Not every listing is worth your time. Use the rating and review data to segment before you reach out:

  • Active, established offices (50+ reviews, 4★+) — they have agents, budget, and ongoing needs. Best for software and recurring services.
  • Smaller offices (under 20 reviews) — often independent brokers who decide fast and have no in-house marketing. Best for web design, SEO, and done-for-you services.
  • No website — an obvious web-design lead. Filter these into their own segment.
  • Low rating (under 3.5★) — reputation-management and review-generation angle.

How to reach the decision-maker

Google Maps gives you the office line and a general email, not the broker-owner's direct contact.
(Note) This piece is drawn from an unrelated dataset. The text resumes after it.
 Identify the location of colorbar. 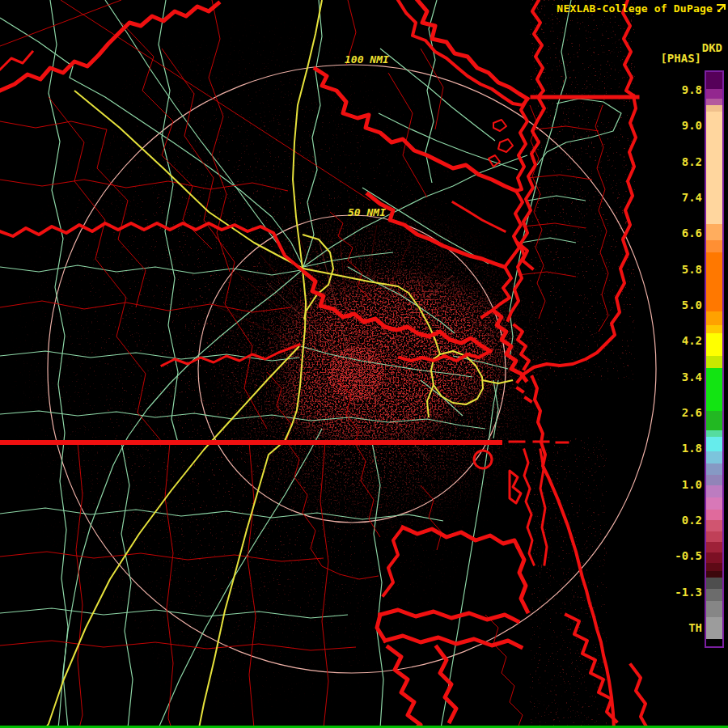
(714, 359).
To get to the person who buys:

  1. 1Call the office and ask for the broker or office manager by role — 'Could I speak with whoever handles your marketing/vendors?' Front desks route these readily.
  2. 2Use the website to find the owner's name — most brokerage sites have an 'About' or 'Our Team' page naming the broker-owner. Use it to personalize the email.
  3. 3Pair the email with a same-day call — a cold email followed by a call referencing it converts far better than either alone.

Outreach angles that work in real estate

  1. 1Lead with their market. 'I work with brokerages in [city]' signals relevance instantly — agents care deeply about local.
  2. 2Reference their Google presence. 'You've got 18 reviews on Google — I help brokerages get to 100+' is specific and credible.
  3. 3Tie to the season. Real estate is cyclical. Pitching marketing help ahead of the spring selling season lands better than mid-winter.
  4. 4Audit the website live. If you sell web/SEO, mention one specific thing wrong with their site. Specificity beats a generic pitch every time.
  5. 5Offer a sample, not a meeting. 'Want me to send a free 30-second video audit of your listing site?' gets more yeses than 'Do you have 15 minutes?'.

Want the email channel dialed in alongside this? Read how to extract emails from Google Maps. To add phone outreach, see getting business phone numbers from Google Maps in bulk.

Selling to a different vertical? Browse our industry email lists for the same playbook applied to dentists, restaurants, contractors, and more.